Vaughan Gething set to become Wales’ 1st Black leader
After British Prime Minister Sunak and Scottish First Minister Yousaf, Gething is 3rd leader who is son of an immigrant in UK.
Vaughan Gething won the Welsh Labour Party leadership contest by securing 51.7 percent of the vote and will become the first Black leader of the semi-autonomous government.
"Today, we turn a page in the book of our nation’s history. A history we write together," Gething said after he won the election.
Gething will replace Mark Drakeford, who is expected to resign on March 19, with the Welsh parliament formally set to elect the next leader the following day.
After British Prime Minister Rishi Sunak and Scottish First Minister Humza Haroon Yousaf, Gething is the third leader who is a son of an immigrant in the UK.
Gething was born in Zambia to a Welsh father and a Zambian mother, Sunak has Indian heritage, while Yousaf was born to a Pakistani family in the UK.
Diversity at the top
There’s no denying British politics has changed, and quickly.
Before 2002, the country had never had a non-white Cabinet minister. Sunak likes to point out that his Cabinet is one of the most diverse in British history. It includes Home Secretary James Cleverly and Trade Secretary Kemi Badenoch, who are Black, and Energy Secretary Claire Coutinho, whose parents immigrated from India.
Sunak told last year’s Conservative Party conference that he is “proud to be the first British Asian prime minister,” but “even prouder that it’s just not a big deal.”
The government’s diversity reflects years of work by the centre-right party to shake its “pale, male and stale” image and encourage people of colour to run for Parliament.
Sunder Katwala, who heads equality think-tank British Future, wrote in The Guardian that “ethnic diversity right at the top has become the ’new normal.’”
Tackling racism, discrimination
But critics say an increase in diversity in high office hasn't been accompanied by government policies to reduce wider social inequalities.
Some also accuse Sunak’s administration of deliberately politicizing race as a wedge issue during an election year in which the Conservatives trail far behind Labour in opinion polls.
They point to politicians like former Home Secretary Suella Braverman, who claims multiculturalism has failed and says Britain faces an “invasion” of asylum-seekers. Braverman, whose Indian parents moved to Britain from Kenya and Mauritius, was fired by Sunak in November but remains a powerful and ambitious Conservative lawmaker.
“Some of our most divisive politicians are people like Suella Braverman,” former government adviser Samuel Kasumu told the BBC on Sunday.
“It is not the colour of your skin that matters when it comes to tackling racism, discrimination and bringing communities -- it has to be the content of your character and your willingness to lead. And that is not happening now.”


### EXERCISE BRIEF
Every line in the data below that holds "Carroll" should be found and copied.

### Source data
↓

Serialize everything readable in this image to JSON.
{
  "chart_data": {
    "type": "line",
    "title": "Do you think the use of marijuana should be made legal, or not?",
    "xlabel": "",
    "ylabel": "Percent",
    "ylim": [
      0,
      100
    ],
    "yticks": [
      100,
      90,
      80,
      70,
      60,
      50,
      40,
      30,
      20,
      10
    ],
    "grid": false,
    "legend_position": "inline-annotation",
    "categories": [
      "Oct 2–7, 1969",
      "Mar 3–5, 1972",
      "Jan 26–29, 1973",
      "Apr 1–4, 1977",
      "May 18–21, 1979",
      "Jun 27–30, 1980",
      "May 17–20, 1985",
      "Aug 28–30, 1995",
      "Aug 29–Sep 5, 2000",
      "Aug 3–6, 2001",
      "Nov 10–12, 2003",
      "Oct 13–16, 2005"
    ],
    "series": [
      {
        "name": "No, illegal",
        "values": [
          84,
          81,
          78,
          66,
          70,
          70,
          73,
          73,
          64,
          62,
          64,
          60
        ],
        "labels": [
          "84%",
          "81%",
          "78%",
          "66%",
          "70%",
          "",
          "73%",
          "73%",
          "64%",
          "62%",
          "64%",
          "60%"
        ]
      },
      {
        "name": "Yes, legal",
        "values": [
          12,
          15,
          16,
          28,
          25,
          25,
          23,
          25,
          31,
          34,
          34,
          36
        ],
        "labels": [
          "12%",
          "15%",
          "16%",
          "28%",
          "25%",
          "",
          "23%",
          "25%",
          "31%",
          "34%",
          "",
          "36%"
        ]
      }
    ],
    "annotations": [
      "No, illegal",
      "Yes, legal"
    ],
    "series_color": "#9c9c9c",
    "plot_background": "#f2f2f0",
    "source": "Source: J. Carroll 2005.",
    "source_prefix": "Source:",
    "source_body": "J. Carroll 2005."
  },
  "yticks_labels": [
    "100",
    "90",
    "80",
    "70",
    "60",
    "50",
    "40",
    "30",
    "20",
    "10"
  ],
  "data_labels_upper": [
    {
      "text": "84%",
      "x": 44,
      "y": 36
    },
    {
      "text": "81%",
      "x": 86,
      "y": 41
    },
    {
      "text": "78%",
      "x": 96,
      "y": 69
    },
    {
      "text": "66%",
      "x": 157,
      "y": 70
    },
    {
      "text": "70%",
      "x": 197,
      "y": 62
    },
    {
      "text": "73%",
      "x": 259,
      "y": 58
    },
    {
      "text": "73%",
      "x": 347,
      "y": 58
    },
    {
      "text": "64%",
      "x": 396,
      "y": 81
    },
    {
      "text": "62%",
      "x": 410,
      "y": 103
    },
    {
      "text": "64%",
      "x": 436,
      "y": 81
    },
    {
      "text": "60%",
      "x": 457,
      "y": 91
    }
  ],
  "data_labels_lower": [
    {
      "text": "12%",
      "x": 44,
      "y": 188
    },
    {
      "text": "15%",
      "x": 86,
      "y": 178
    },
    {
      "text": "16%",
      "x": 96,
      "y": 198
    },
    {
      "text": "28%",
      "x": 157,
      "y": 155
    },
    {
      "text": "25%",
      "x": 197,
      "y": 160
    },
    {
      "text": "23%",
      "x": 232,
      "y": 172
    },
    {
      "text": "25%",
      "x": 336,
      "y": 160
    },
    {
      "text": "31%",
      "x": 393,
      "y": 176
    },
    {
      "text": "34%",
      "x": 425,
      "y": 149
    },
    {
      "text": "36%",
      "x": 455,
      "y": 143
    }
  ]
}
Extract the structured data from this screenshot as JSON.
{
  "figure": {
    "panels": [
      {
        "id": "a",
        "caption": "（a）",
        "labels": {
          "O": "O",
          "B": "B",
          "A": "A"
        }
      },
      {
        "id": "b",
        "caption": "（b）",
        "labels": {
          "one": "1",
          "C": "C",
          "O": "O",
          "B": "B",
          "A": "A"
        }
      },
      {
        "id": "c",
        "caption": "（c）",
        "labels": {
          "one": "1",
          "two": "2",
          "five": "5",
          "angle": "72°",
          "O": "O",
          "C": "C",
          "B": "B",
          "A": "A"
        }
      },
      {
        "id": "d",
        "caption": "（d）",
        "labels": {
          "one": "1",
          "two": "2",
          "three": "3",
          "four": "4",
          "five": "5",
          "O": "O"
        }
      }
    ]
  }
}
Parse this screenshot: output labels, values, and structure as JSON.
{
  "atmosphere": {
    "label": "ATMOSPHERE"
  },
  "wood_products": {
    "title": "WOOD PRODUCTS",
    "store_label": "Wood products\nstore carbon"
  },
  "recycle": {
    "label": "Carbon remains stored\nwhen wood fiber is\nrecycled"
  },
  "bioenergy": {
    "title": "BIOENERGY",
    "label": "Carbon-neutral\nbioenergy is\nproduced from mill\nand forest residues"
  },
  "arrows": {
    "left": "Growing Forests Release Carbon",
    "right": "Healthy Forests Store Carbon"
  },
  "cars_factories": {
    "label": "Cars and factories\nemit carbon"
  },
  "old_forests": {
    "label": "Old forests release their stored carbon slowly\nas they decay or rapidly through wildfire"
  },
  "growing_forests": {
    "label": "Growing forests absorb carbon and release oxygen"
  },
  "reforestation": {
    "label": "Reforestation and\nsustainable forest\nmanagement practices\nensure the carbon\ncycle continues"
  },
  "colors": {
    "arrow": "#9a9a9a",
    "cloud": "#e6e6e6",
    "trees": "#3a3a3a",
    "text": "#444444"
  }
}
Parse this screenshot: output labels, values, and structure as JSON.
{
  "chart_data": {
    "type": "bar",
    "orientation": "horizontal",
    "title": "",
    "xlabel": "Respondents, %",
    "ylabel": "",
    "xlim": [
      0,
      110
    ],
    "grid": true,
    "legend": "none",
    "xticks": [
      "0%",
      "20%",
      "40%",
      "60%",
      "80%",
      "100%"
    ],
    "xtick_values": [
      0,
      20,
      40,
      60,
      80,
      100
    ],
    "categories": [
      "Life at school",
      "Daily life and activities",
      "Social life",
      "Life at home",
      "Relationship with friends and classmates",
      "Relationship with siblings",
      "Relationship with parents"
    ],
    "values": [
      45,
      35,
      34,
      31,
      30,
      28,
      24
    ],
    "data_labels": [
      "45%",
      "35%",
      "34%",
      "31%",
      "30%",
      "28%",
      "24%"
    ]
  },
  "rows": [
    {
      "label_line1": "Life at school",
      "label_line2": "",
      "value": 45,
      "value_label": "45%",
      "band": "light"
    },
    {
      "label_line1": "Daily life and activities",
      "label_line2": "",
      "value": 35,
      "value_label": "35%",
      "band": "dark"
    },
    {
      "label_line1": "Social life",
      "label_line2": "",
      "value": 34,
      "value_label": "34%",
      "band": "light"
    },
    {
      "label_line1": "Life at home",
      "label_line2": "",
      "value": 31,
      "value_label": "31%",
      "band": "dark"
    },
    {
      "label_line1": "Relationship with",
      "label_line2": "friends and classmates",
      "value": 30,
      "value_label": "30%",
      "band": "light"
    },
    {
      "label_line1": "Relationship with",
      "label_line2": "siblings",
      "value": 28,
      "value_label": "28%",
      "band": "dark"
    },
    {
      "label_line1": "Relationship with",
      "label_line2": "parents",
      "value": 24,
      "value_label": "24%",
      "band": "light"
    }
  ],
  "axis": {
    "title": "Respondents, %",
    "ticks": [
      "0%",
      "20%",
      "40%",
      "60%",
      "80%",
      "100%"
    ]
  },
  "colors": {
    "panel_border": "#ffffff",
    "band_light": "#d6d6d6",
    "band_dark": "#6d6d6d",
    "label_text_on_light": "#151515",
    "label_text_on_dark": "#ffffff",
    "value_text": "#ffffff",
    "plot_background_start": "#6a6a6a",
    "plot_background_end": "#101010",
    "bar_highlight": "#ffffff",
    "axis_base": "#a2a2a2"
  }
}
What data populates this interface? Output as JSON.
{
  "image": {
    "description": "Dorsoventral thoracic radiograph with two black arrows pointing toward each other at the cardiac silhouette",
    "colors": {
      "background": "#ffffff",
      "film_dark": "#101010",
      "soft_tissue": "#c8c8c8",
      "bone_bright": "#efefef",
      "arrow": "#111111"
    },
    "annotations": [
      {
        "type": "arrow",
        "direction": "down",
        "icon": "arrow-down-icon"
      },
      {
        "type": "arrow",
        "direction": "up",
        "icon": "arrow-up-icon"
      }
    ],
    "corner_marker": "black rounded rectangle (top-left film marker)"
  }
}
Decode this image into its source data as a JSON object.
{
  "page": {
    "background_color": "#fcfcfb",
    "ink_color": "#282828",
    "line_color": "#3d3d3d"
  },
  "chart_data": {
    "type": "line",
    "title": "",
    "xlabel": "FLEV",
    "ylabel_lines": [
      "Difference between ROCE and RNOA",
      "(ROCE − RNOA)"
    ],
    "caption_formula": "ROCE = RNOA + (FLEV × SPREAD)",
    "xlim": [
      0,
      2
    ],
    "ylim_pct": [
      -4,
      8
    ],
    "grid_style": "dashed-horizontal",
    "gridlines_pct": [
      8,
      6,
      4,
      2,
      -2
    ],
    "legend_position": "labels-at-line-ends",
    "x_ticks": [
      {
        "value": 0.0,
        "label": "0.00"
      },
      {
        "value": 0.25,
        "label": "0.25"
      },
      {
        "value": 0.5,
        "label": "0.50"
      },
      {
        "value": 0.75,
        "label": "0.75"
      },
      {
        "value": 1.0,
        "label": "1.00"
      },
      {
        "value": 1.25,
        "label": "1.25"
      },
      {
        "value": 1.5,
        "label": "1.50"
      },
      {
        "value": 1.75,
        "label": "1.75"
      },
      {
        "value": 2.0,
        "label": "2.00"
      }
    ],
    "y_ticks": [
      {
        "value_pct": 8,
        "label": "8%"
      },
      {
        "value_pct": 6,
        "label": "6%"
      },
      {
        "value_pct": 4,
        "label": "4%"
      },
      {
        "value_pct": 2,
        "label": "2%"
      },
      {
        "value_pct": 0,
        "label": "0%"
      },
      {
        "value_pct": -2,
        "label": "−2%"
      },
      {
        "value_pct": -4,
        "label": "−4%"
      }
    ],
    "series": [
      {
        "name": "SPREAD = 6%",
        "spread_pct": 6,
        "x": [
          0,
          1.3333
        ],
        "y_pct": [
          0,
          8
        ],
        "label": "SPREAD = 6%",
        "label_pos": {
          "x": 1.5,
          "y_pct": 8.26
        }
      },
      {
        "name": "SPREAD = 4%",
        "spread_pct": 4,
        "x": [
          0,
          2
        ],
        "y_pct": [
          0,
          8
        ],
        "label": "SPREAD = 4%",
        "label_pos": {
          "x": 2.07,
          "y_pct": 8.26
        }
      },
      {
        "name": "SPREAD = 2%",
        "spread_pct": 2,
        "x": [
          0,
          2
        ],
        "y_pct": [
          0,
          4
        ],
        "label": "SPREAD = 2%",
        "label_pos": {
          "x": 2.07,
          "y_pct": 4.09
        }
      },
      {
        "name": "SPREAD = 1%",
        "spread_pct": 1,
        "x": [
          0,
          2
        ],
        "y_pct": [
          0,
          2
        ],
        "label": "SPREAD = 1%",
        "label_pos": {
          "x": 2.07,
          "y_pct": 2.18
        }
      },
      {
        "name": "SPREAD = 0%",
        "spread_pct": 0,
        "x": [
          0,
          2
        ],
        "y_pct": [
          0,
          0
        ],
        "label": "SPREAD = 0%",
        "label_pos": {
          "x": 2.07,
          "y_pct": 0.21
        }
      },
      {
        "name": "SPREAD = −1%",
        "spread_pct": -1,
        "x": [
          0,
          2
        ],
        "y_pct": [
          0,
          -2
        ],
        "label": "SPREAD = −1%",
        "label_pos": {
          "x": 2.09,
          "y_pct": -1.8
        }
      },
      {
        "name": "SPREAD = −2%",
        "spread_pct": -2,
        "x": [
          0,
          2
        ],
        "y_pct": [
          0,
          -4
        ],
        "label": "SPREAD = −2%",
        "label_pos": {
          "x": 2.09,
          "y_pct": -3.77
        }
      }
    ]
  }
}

↑

### OUTPUT
    "source": "Source: J. Carroll 2005.",
    "source_body": "J. Carroll 2005."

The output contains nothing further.